Through February, the regime also criticized countries that placed travel bans on visitors from China.

“China knew that this virus would spread. But it tried to lull governments into not taking action,” Chang said.

“The culpability here is real. You could say it’s reckless, you could say it’s intentional. They could have warned the world. They didn’t do it. Matter of fact, they tried to put the world off.”

A paramilitary police officer stands guard in Tiananmen Square in Beijing, China, on March 11, 2018. (Greg Baker/AFP via Getty Images)
A paramilitary police officer stands guard in Tiananmen Square in Beijing, China, on March 11, 2018. Greg Baker/AFP via Getty Images

Global Image Makeover

As its botched early response led to a growing crisis, the regime saw a chance to reverse its image.

On Twitter, more than 100 Chinese diplomats—many of whom opened accounts in recent months—touted China as the savior of the world and claimed that the virus originated in other countries, such as the United States.

In a now-infamous tweet, a Chinese foreign ministry spokesperson speculated that the U.S. Army may have been responsible for bringing the virus to Wuhan.

The U.S. State Department later summoned the Chinese ambassador to the United States and held a call with a senior Chinese diplomat over the tweet.

“We have not heard the Chinese Foreign Ministry issue an apology to the United States for that inflammatory, dangerous false tweet,” Chang said. “Until we get that apology, we certainly know that there has not been a fundamental change in viewpoint inside the foreign ministry, or indeed the Communist Party itself.”

In an effort to cast itself as a global leader in fighting the outbreak, the Chinese regime sent medical experts and sought-after medical supplies to virus-hit countries.

A March 26 article on official news agency Xinhua, for example, described the foreign aid as “heartwarming” and “fuel delivered in the snow.” “The Chinese aid across thousands of miles is capturing the world’s attention,” it said.

A Xinhua commentary dated April 7 also claimed that the regime “has been open, transparent, and responsible in all its effort.”

In its propaganda efforts, Chang said, the regime is “trying to rewrite not just history, but as people say, it’s trying to rewrite the present.”

Such publicity efforts have not all been successful. Spain, Turkey, and the Netherlands have recalled Chinese equipment after finding them to be faulty or substandard.

China’s Ambitions

The U.S. administration has recently stepped up its scrutiny over state-backed Chinese projects. Beijing’s Belt and Road Initiative, its ambitious plan to build infrastructure projects across Europe, Africa, and central and southeast Asia, has been criticized by the U.S. State Department for trapping developing countries under heavy debt.

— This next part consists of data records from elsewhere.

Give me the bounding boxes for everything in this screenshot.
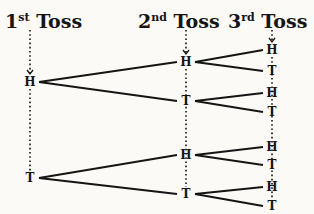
- header-number: 2: [138, 10, 151, 32]
- node-level3-tails: T: [264, 200, 280, 212]
- branch-line: [195, 93, 263, 101]
- header-word: Toss: [36, 10, 82, 32]
- node-level3-tails: T: [264, 106, 280, 118]
- branch-line: [39, 155, 177, 178]
- header-first-toss: 1st Toss: [5, 8, 82, 31]
- header-number: 1: [5, 10, 18, 32]
- node-level2-tails: T: [178, 188, 194, 200]
- node-level3-heads: H: [264, 141, 280, 153]
- branch-line: [195, 101, 263, 112]
- branch-line: [195, 187, 263, 194]
- header-third-toss: 3rd Toss: [228, 8, 307, 31]
- probability-tree-diagram: 1st Toss 2nd Toss 3rd Toss HTHTHTHTHTHTH…: [0, 0, 314, 214]
- branch-line: [39, 178, 177, 194]
- branch-line: [195, 147, 263, 155]
- header-suffix: nd: [151, 11, 167, 24]
- header-word: Toss: [261, 10, 307, 32]
- branch-line: [195, 194, 263, 206]
- header-suffix: rd: [241, 11, 255, 24]
- node-level2-tails: T: [178, 95, 194, 107]
- node-level3-tails: T: [264, 65, 280, 77]
- branch-line: [195, 50, 263, 62]
- node-level3-heads: H: [264, 181, 280, 193]
- node-level1-tails: T: [22, 172, 38, 184]
- branch-line: [39, 62, 177, 82]
- node-level2-heads: H: [178, 56, 194, 68]
- branch-line: [39, 82, 177, 101]
- node-level3-tails: T: [264, 159, 280, 171]
- node-level3-heads: H: [264, 44, 280, 56]
- branch-line: [195, 155, 263, 165]
- node-level3-heads: H: [264, 87, 280, 99]
- header-number: 3: [228, 10, 241, 32]
- header-suffix: st: [18, 11, 29, 24]
- header-second-toss: 2nd Toss: [138, 8, 220, 31]
- branch-line: [195, 62, 263, 71]
- node-level2-heads: H: [178, 149, 194, 161]
- header-word: Toss: [174, 10, 220, 32]
- node-level1-heads: H: [22, 76, 38, 88]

Experts and officials also have flagged China’s 5G technology, led by regime-friendly firms, as a national security risk.

The Chinese regime’s initiatives tend to be self-serving and “are meant to force nations into a dependent state,” Chang said.

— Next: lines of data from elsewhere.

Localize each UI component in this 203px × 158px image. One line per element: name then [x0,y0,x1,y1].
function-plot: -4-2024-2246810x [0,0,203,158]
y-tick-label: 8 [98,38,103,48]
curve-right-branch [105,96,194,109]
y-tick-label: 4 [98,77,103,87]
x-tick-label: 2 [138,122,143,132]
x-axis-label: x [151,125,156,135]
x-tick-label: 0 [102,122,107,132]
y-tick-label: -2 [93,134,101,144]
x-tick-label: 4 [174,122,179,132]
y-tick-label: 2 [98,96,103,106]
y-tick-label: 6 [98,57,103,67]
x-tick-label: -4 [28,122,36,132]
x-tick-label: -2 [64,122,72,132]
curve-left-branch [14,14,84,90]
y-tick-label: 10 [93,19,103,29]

For U.S. policymakers, this should be a time to recognize such longstanding threats from the Chinese regime and cut economic ties with it, he said.

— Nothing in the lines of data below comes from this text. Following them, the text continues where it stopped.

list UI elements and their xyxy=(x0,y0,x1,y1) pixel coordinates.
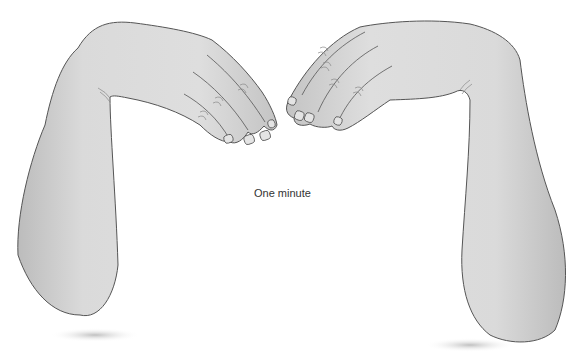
duration-caption: One minute xyxy=(254,187,311,199)
left-arm xyxy=(18,22,277,316)
illustration: One minute xyxy=(0,0,584,362)
right-arm-shadow xyxy=(425,338,515,352)
right-arm xyxy=(287,21,566,342)
left-nail-3 xyxy=(259,130,271,142)
left-arm-shadow xyxy=(50,328,140,342)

“I think we will come to a realization that there can be no peaceful coexistence on a long term basis with China,“ he said. ”Either it’s the People’s Republic of China, or it’s the United States of America. Not both.”

Jan Jekielek
Jan Jekielek
Senior Editor
Jan Jekielek is a senior editor with The Epoch Times, host of the show “American Thought Leaders.” Jan’s career has spanned academia, international human rights work, and now for almost two decades, media. He has interviewed nearly a thousand thought leaders on camera, and specializes in long-form discussions challenging the grand narratives of our time. He’s also an award-winning documentary filmmaker, producing “The Unseen Crisis,” “DeSantis: Florida vs. Lockdowns,” and “Finding Manny.”